Friday, November 15, 2013

Todd Gloria Performs a Real Service

Democrat Todd Gloria is the acting mayor of San Diego and chair of the City Council budget committee.  He has performed a public service by providing a breakdown of the city budget deficit for 2015.  Bottom line, the budget has a deficit, but that deficit will be made worse by spending promises made by the city council over the past few years.  I like the Voice of San Diego headline: Gloria Reveals the Cost of Saying Yes.  The U-T reports that just maintaining the current level of services results in a projected deficit of $19 million next year.  Adding in promises made by the City Council would increase the deficit to $62 million and infrastructure repairs add another $16 million.  Gloria has done a service by clearly laying out the impact to the deficit of all the promises made by the city council in the past.

What should the city council do?  What do the mayoral candidates say? Here are some unfair and unbalanced synopses.

Fletcher:  Make hard choices, put public safety spending first. [Irony unintentional.]
Faulconer: Find money by increasing managed competition.
Alvarez: It's not that bad.
Aguirre: Are you kidding? That deficit is probably $200 million based on our needs.

I believe that we should look at savings in existing services.  Failing to review services that are no longer needed or are not needed as much is a known path to finding investment dollars in big businesses.  I also like managed competition, because even when the government employees win the bid, money is saved.  Although the focus of the newspaper articles is on the deficit, consider that the overall general fund budget is $1.2 billion.  That means that the projected deficit at existing levels is only between 1% and 2%.  It seems obvious that there is much more money available from cutting an existing program than from tinkering with the programs proposed.  There should be a rule that any new program has to be funded by cuts somewhere else in the budget.
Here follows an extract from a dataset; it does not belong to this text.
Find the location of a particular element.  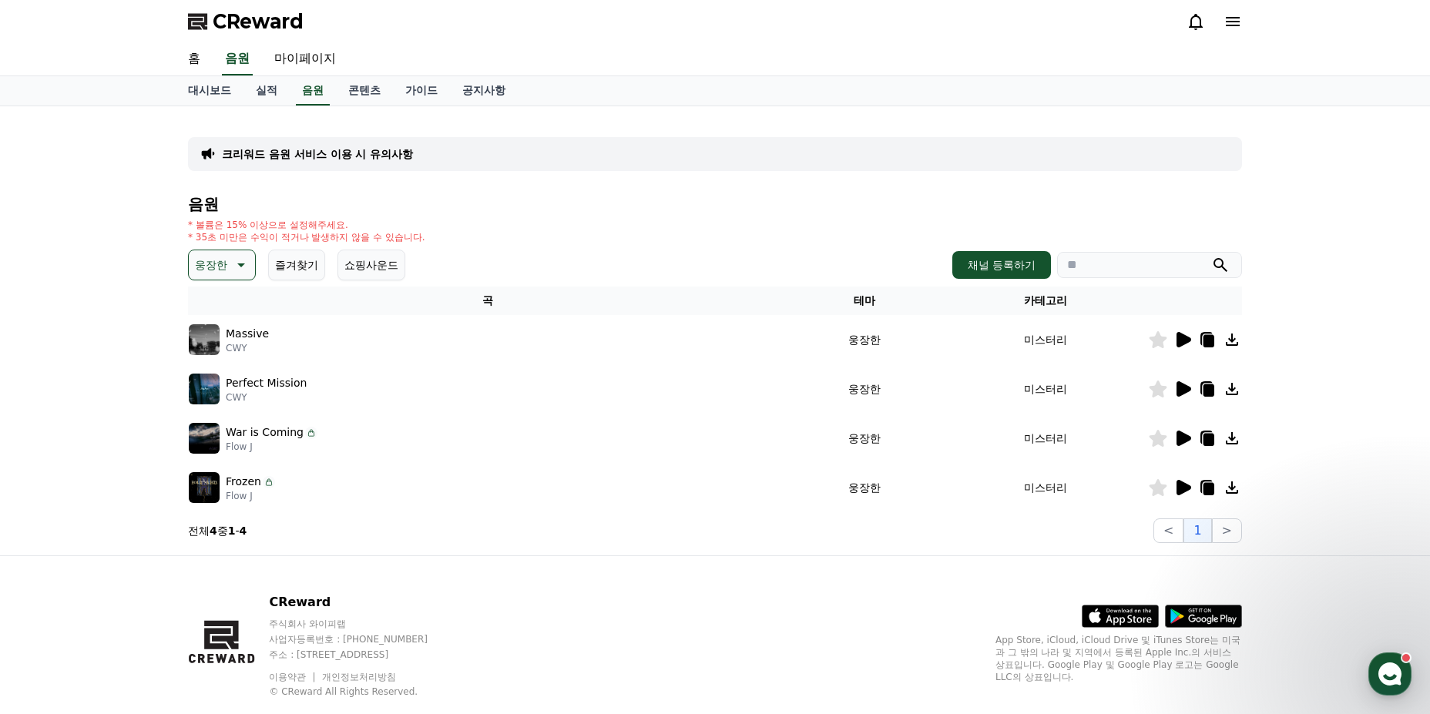

a: 공지사항 is located at coordinates (484, 91).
The three top new big ticket items promised include more police, $14.3 million; infrastructure repairs, $11. 3 million, and more funding for the "arts," $5.5 million. My call, fund only the infrastructure repairs, because the streets are crappy and spending more on them now saves money later.
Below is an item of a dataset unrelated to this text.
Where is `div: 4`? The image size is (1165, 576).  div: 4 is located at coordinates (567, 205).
What services should be cut?  It turns out that Police and Fire make up just over half of the general fund expenditures.  Before we reflexively say that public safety is most important, we should ask if the level of police and fire protection is good enough. How do our crime and fire rates compare to similar cities?  Also, looking through the 2014 budget also reveals that $1.3 million in savings from managed competition for Fleet Services were removed from the budget, by Mayor Filner, I presume.  If managed competition is to save money, we have to stick to the "as bid" savings.
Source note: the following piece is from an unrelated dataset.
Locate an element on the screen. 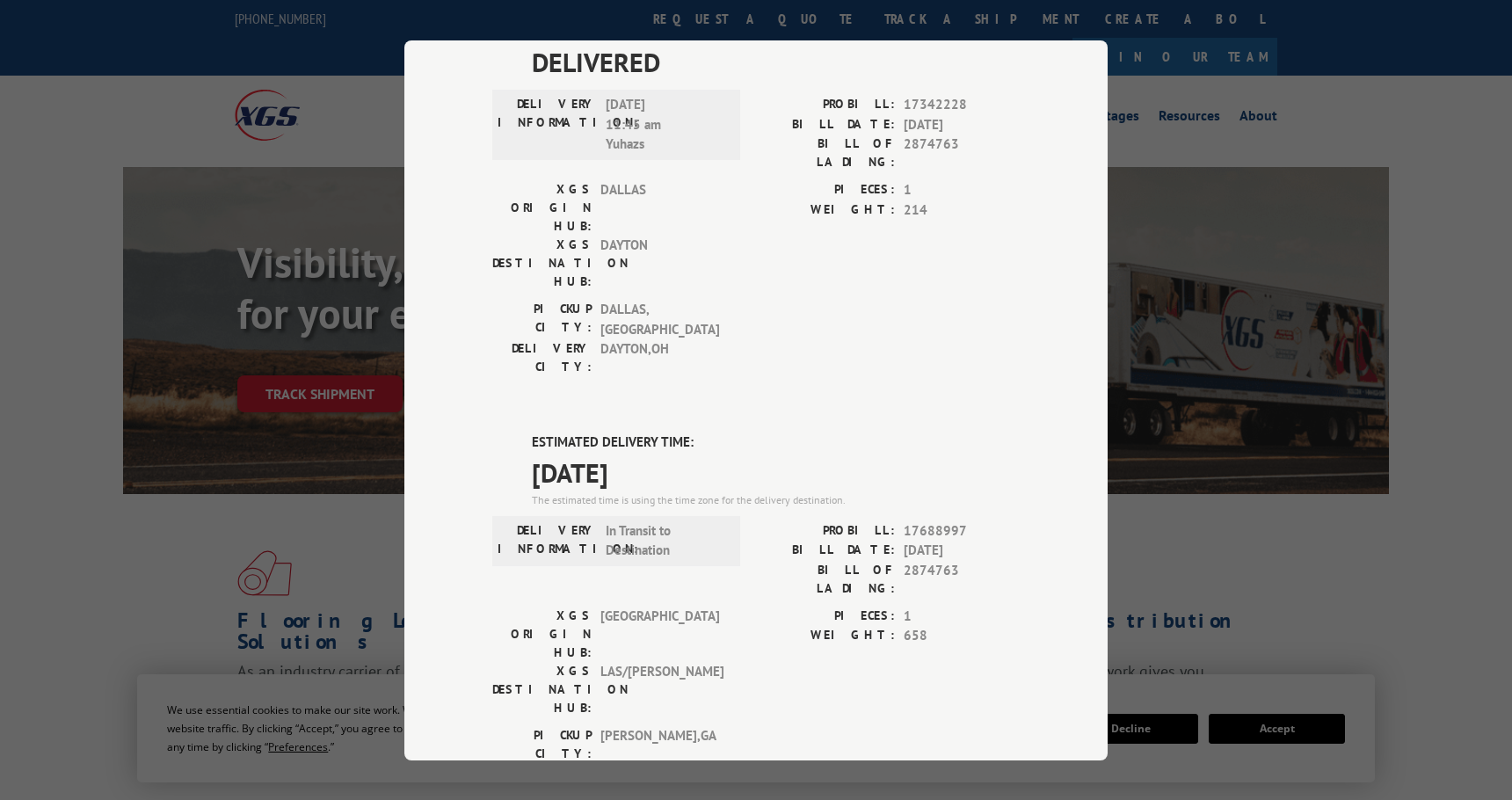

I would cut the library services, as I believe that libraries are an anachronism.  In the 2013 budget, the new central library added $2.4 million to city expenses over the $39 million already budgeted.  You could get a lot of street repairs done for that kind of money.  Nathan Fletcher says that budgeting is about making hard choices.  I'll believe him when he advocates a cut to library services.

Here is the proposed fiscal year 2014 General Fund employee breakdown. It is not the same as the budget breakdown, but serves as a good proxy.  Source sandiego.gov:



What You Should Be Reading



2 comments:

  1. The new central library is impressive. We could rent it out for events in the evenings... maybe they are already doing that, but I haven't heard of it.

    ReplyDelete
    Replies
    1. Better not to have built it in the first place. It just galls me that it has added millions per year to the city budget.